Still, the emergence of the video has created shockwaves. The Kazakhstani Ambassador to the United States, Erlan Idrissov, described the footage as "shocking". Radio Free Europe reported:
Idrissov intimated that government officials had seen the video and planned to investigate:
"I cannot tell you anything specific of this -- how this came into being, who made the video, et cetera, et cetera," he said. "This is for experts to discuss. The events broke out [on] the sixteenth [of December] and you have this [video] on the twenty first. But one thing for sure is that the government is aware of this coverage and at the very top level it has been ensured that this and other similar facts will be thoroughly investigated."
Idrissov added that, if the video and any other footage like it turned out to be authentic, then "justice will be brought."
The video reveals brutality, plain and simple. It captures part of a massacre of protesters over a labour dispute. This is the essential point. These demonstrating indiviudals had no overt complaint against their nation's governance. They just wanted to advocate a better standard of living. And yet they were massacred.

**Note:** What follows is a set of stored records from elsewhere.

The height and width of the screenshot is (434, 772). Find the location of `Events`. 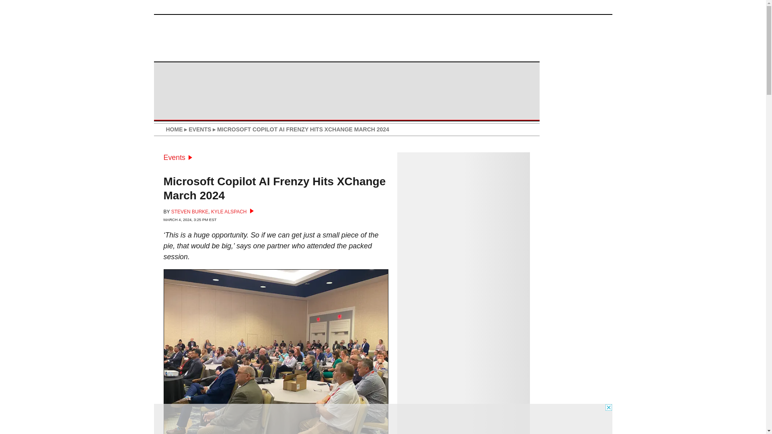

Events is located at coordinates (178, 158).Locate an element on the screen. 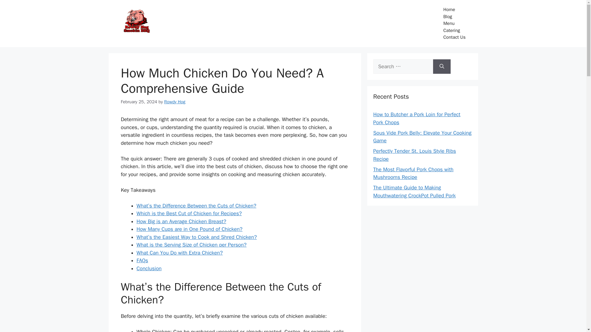  Perfectly Tender St. Louis Style Ribs Recipe is located at coordinates (414, 155).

Brutality against trade unionism is, sadly, not uncommon: Colombia in South America is a contemporary case study. But such violent and unwarranted reprisal against striking workers is both shocking and disturbing.

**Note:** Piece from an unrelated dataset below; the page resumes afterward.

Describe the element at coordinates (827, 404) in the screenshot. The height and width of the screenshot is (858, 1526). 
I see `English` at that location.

I wonder --- and this is no more than speculation --- whether the Kazakhstani forces, or maybe just the police in Zhanaozen, interpreted the protests through the lens that has come to frame so much of the unrest in 2011, the lens through which Western media first tried to interpret the violence. The simple wish of individuals to articulate a grievance was read as a seditious threat against the State, one which had to be cut off with any means necessary.
The world needs to see the video above, first and foremost, because it reveals an atrocity that needs to be acknowledged and addressed. Secondly, yet equally essential, is the footage punctures --- and punctures hard --- the wish of oppresive regimes across the globe to frame all protest as a national threat that must be contained.
And similarly, it punctures the the wish of Western media to inflate unfamiliar local struggles into narratives of revolutionary intent. The tragic fact of a massacre is enough. It does a disservice to the dead to frame it in any other way.